Multilateral wells—those with multiple legs that branch off from a single well—can produce oil efficiently because the legs can tap multiple productive zones and navigate around impermeable ones. Unfortunately, drilling engineers must often mechanically stabilize multilateral wells with a liner or casing, which can cost millions of dollars. Leaving the wellbore uncased reduces construction costs, but it runs a relatively high risk of catastrophic failure both during installation and after pumping begins.
The poroelastic simulations estimate 3D compaction related to pumping by taking subsurface fluid flow with Darcy’s law and coupling it to structural displacements with a stress-strain analysis. This model focuses on elastic displacements brought on by changing fluid pressures when pumping begins.
Density variations can initiate flow even in a still fluid. In earth systems, density variations can arise from naturally occurring salts, subsurface temperature changes, or migrating pollution. This buoyant or density-driven flow factors into fluid movement in salt-lake systems, saline-disposal basins, dense contaminant and leachate plumes, and geothermal reservoirs, to name just a few.

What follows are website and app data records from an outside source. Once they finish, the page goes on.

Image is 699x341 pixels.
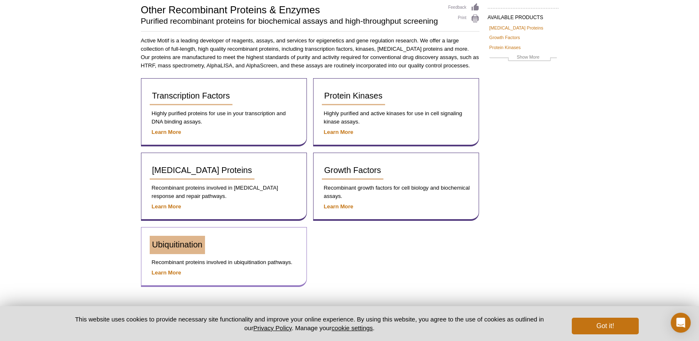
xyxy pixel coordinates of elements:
[150,87,232,105] a: Transcription Factors
[322,184,470,200] p: Recombinant growth factors for cell biology and biochemical assays.
[152,240,203,249] span: Ubiquitination
[489,44,521,51] a: Protein Kinases
[152,129,181,135] a: Learn More
[322,87,385,105] a: Protein Kinases
[150,184,298,200] p: Recombinant proteins involved in [MEDICAL_DATA] response and repair pathways.
[489,53,557,63] a: Show More
[152,203,181,210] a: Learn More
[322,109,470,126] p: Highly purified and active kinases for use in cell signaling kinase assays.
[61,315,559,332] p: This website uses cookies to provide necessary site functionality and improve your online experie...
[141,3,440,15] h1: Other Recombinant Proteins & Enzymes
[150,109,298,126] p: Highly purified proteins for use in your transcription and DNA binding assays.
[150,236,205,254] a: Ubiquitination
[324,166,381,175] span: Growth Factors
[253,324,292,331] a: Privacy Policy
[150,258,298,267] p: Recombinant proteins involved in ubiquitination pathways.
[150,161,255,180] a: [MEDICAL_DATA] Proteins
[152,269,181,276] a: Learn More
[331,324,373,331] button: cookie settings
[489,24,544,32] a: [MEDICAL_DATA] Proteins
[448,14,480,23] a: Print
[572,318,638,334] button: Got it!
[489,34,520,41] a: Growth Factors
[152,91,230,100] span: Transcription Factors
[488,8,559,23] h2: AVAILABLE PRODUCTS
[141,17,440,25] h2: Purified recombinant proteins for biochemical assays and high-throughput screening
[324,203,353,210] a: Learn More
[324,91,383,100] span: Protein Kinases
[671,313,691,333] div: Open Intercom Messenger
[322,161,384,180] a: Growth Factors
[141,37,480,70] p: Active Motif is a leading developer of reagents, assays, and services for epigenetics and gene re...
[448,3,480,12] a: Feedback
[152,166,252,175] span: [MEDICAL_DATA] Proteins
[324,129,353,135] a: Learn More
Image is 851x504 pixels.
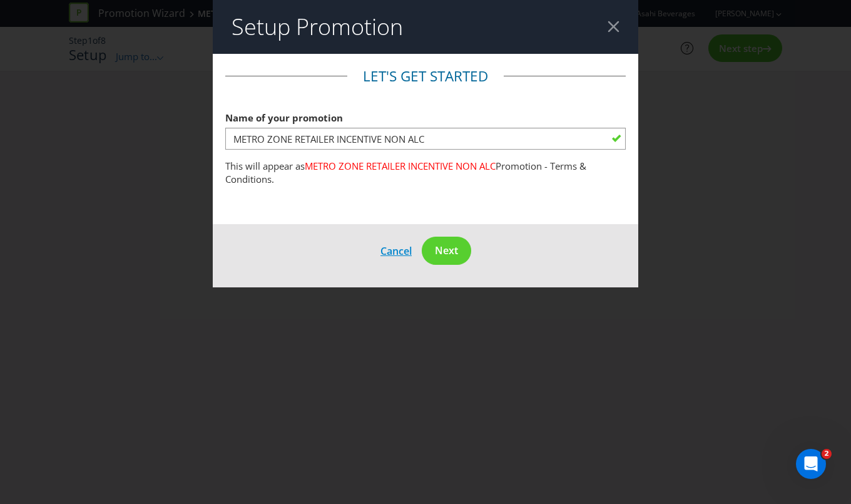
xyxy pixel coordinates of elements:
[422,236,472,265] button: Next
[796,449,826,479] iframe: Intercom live chat
[231,15,403,39] h2: Setup Promotion
[225,112,343,124] span: Name of your promotion
[347,67,504,86] legend: Let's get started
[225,160,586,185] span: Promotion - Terms & Conditions.
[380,243,413,259] button: Cancel
[380,244,412,258] span: Cancel
[435,243,458,257] span: Next
[225,127,626,150] input: e.g. My Promotion
[822,449,832,459] span: 2
[225,160,305,173] span: This will appear as
[305,160,496,173] span: METRO ZONE RETAILER INCENTIVE NON ALC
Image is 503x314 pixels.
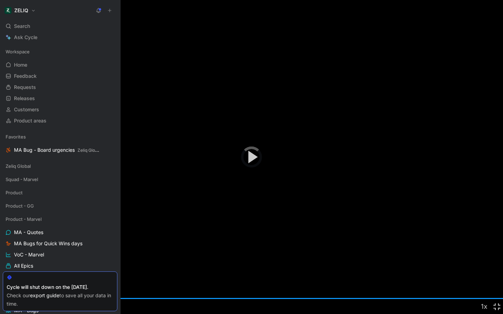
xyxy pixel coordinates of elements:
[3,250,117,260] a: VoC - Marvel
[6,216,42,223] span: Product - Marvel
[3,71,117,81] a: Feedback
[14,33,37,42] span: Ask Cycle
[5,7,12,14] img: ZELIQ
[3,261,117,271] a: All Epics
[14,73,37,80] span: Feedback
[3,60,117,70] a: Home
[7,292,113,308] div: Check our to save all your data in time.
[14,240,82,247] span: MA Bugs for Quick Wins days
[3,93,117,104] a: Releases
[3,6,37,15] button: ZELIQZELIQ
[3,201,117,213] div: Product - GG
[3,116,117,126] a: Product areas
[3,145,117,155] a: MA Bug - Board urgenciesZeliq Global
[3,174,117,187] div: Squad - Marvel
[14,22,30,30] span: Search
[14,61,27,68] span: Home
[3,82,117,93] a: Requests
[14,106,39,113] span: Customers
[14,229,43,236] span: MA - Quotes
[3,32,117,43] a: Ask Cycle
[6,133,26,140] span: Favorites
[14,147,99,154] span: MA Bug - Board urgencies
[14,95,35,102] span: Releases
[14,117,46,124] span: Product areas
[3,104,117,115] a: Customers
[3,46,117,57] div: Workspace
[6,176,38,183] span: Squad - Marvel
[14,263,33,270] span: All Epics
[30,293,59,298] a: export guide
[3,161,117,174] div: Zeliq Global
[14,7,28,14] h1: ZELIQ
[14,84,36,91] span: Requests
[6,189,23,196] span: Product
[3,21,117,31] div: Search
[3,161,117,171] div: Zeliq Global
[6,163,31,170] span: Zeliq Global
[3,132,117,142] div: Favorites
[3,214,117,224] div: Product - Marvel
[3,238,117,249] a: MA Bugs for Quick Wins days
[14,251,44,258] span: VoC - Marvel
[3,187,117,198] div: Product
[3,227,117,238] a: MA - Quotes
[236,141,267,173] button: Play Video
[6,48,30,55] span: Workspace
[3,187,117,200] div: Product
[7,283,113,292] div: Cycle will shut down on the [DATE].
[78,148,101,153] span: Zeliq Global
[6,202,34,209] span: Product - GG
[3,201,117,211] div: Product - GG
[3,174,117,185] div: Squad - Marvel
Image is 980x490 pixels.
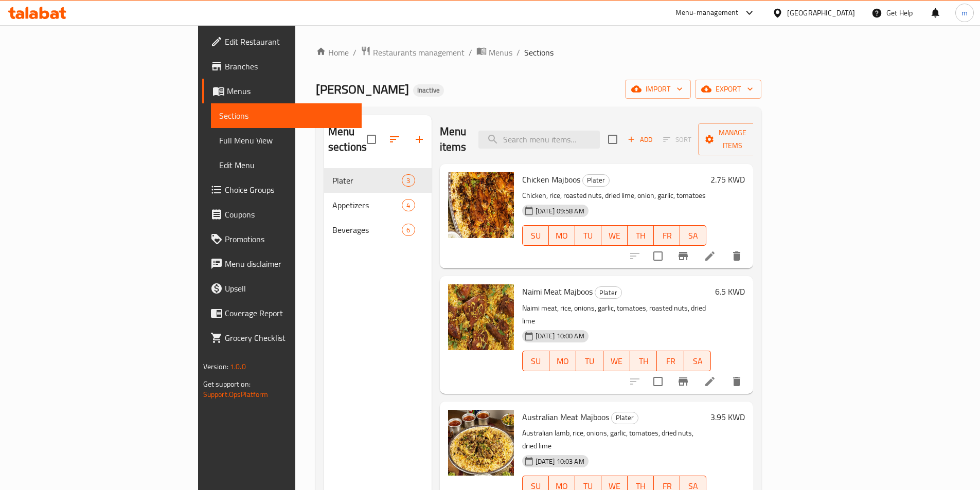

This example benchmarks a time-dependent buoyant flow in porous media. Known as the Elder problem, it follows a laboratory experiment to study thermal convection. The Elder problem examines the concentrations through the coupling of two physics interfaces: Darcy’s Law and Solute Transport.
Aldicarb is a commercial pesticide, used on a variety of crops, including cotton, fruits, potatoes, and beans. This arises in the possibility that the general population may be exposed to aldicarb through the ingestion of contaminated water and foods.
This example looks at the degradation kinetics of aldicarb and its toxic by-products, investigating both the degradation time-scale as well as the spatial concentration distribution of toxic components.
In the first model the chemicals are contained in a water pond, treated as a perfectly mixed system. The second model tracks the detailed distribution of chemicals in soil as the pesticide leaches out of the pond and is transported in water through the ground.
In this example water ponded in a ring on the ground moves into a relatively dry soil column and carries a chemical with it. As it moves through the variably saturated soil column, the chemical attaches to solid particles, slowing the solute transport relative to the water. Additionally the chemical concentrations decay from biodegradation in both the liquid and the solid phase.